Even for those of us who (in the before times) try not to live our lives desperate for Friday or a vacation or some great disruption, who know it’s important to include joy throughout the week, Friday night feels sacred and that specialness has eroded some with most of us having another night we only see the members of our household after getting off a zoom call with the same people from work.

Had a little frisson of that specialness this Friday, logging off of work and tuning into bands who mine their past and even when they look at uncomfortable truths, they never, ever despair. Started with the weekly Wussy broadcast – one of these days I’ll do a deep-dive on these regularly scheduled streams that make my heart sing and whose joys aren’t as easily summed up looking at any one episode, but this was a particularly good installment.

I bounced after an hour of Wussy to the essential SFJAZZ Fridays at Five series that’s shown up here before. This time was the great Red Baraat, which stirred a lot of personal feelings for me – they played one of my best friends’ wedding years ago, and I was texting that friend earlier in the day, worried about the fires in Portland.

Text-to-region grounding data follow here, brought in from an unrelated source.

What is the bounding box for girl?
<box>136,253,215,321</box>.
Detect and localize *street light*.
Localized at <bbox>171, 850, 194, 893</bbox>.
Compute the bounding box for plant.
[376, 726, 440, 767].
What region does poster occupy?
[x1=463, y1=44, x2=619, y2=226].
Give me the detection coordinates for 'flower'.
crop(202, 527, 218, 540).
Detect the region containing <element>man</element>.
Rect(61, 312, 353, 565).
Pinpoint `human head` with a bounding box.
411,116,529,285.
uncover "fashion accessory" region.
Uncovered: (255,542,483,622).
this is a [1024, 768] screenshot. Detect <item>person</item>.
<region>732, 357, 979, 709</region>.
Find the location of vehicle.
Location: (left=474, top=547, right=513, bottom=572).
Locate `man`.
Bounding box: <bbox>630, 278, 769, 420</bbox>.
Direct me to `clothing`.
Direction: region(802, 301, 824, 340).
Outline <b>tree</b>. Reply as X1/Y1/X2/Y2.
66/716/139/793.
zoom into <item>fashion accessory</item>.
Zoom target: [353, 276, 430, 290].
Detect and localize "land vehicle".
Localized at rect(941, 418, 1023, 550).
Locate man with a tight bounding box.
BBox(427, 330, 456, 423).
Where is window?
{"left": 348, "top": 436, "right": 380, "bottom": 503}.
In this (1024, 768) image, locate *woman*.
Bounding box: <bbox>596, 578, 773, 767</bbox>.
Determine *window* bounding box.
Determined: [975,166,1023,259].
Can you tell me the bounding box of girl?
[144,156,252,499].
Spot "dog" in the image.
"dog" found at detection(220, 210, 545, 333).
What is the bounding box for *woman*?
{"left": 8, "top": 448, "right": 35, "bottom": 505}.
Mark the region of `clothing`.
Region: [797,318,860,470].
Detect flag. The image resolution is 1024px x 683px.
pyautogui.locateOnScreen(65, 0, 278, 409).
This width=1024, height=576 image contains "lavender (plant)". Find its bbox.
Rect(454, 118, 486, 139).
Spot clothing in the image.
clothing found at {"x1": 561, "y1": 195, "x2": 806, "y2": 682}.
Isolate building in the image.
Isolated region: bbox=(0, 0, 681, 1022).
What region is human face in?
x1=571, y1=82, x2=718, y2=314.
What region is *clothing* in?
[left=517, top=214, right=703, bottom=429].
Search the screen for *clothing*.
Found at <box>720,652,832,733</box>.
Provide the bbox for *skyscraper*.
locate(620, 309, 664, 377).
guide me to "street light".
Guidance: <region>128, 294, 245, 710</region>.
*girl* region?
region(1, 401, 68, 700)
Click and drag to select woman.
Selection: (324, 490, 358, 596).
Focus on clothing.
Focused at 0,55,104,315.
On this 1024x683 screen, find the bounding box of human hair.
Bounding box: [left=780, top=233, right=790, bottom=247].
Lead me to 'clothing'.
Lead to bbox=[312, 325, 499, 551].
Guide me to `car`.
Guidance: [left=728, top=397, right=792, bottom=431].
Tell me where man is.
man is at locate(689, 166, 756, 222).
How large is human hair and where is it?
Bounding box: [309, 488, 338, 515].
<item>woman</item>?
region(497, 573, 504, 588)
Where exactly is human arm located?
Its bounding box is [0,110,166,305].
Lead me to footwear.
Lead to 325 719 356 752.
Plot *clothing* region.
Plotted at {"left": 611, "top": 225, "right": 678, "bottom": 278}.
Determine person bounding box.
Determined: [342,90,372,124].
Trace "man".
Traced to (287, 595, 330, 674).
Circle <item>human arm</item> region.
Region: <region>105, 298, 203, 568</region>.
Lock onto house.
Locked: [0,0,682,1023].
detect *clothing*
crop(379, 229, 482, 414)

Led by Sunny Jain – also on the personal tip, I was glad I made it out to see his electric Wild Wild East band in NYC for APAP in January – Red Baraat plays ecstatic, spiritual party music that’s rich in community. Melding long rock guitar lines with traditional bhangra, Latin claves, and go-go, they’ve found a way to honor the differences in these various dance musics and cultures without ever feeling appropriative or like they’re using something as garnish. In a rippling set, they hit all their major hits from “Tunak Tunak Tun” to “Gaadi of Truth” to “Shruggy Ji” including a dance competition in the middle of the latter. If you get a chance – in whatever form the aftertimes looks like – to see Red Baraat, don’t miss it. It will make your heart full.

Another band that digs into their own history and kept their eyes open, but even when they confront disappointments and disillusionment their songs always leave room for hope and possibility. Lucero’s the rare band that got more interesting to me as they added elements, keys and horns, as they took on the burdens and benefits of their Memphis lineage, giving Ben Nichols’ voice (the raw tonal quality of his physical instrument and also his history-drenched songwriting).

Lucero, taken from Livestream and edited

Part of what makes Lucero interesting is their perpetually open ears, and this show drove that home with the openers. Northern California’s Jade Jackson’s set took the sharply observed and lived-in songs off her two records and sent them into the world with such authority I’d be shocked if kids in bands aren’t already playing them in their garages, especially “Motorcycle” and “Bottle It Up.” 

Against Me!’s Laura Jane Grace gave us the stunning intensity she’s known for on classics like “True Trans Soul Rebel” and brand new songs that already sound like classics, including “The Mountain Song” which was a lilting lullaby for a life going wrong with tenderness for the choices taken and the choices never offered, and the chunky, dancing “Apocalypse Now and Later.”

This stream, playing a fan-chosen set list, prompted witty banter “Apparently, our fans don’t think most of our fans know what they’re talking about” as they went through a cross-section of exactly what makes them beloved in a perpetually replenishing ocean of bands born out of the raw material of The Replacements and Social Distortion. 

Surprises for me included a lovely cover of Jawbreaker’s “Kiss The Bottle” and two of the songs that always feel like Memphis to this regularly visiting outsider. “Smoke” roared through its keening, empty-streets melody as Nichols exhaled that for-the-ages dialogue in the chorus: ‘He said, ‘Lesser men than me have put up better fights.’ She said, ‘We’re doing pretty good if we can just get out alive.’” “Downtown” featured Brian Venable’s guitar playing that sticky horn riff, giving the lyric’s pleading at the start of the night a foreshadowing of a party going out of control.

This was a night – including a stop at Goner Records’ Goner TV with a reading by the great Ross Johnson from his new memoir – that reminded me there’s good if you’re looking, it’s not all always dire.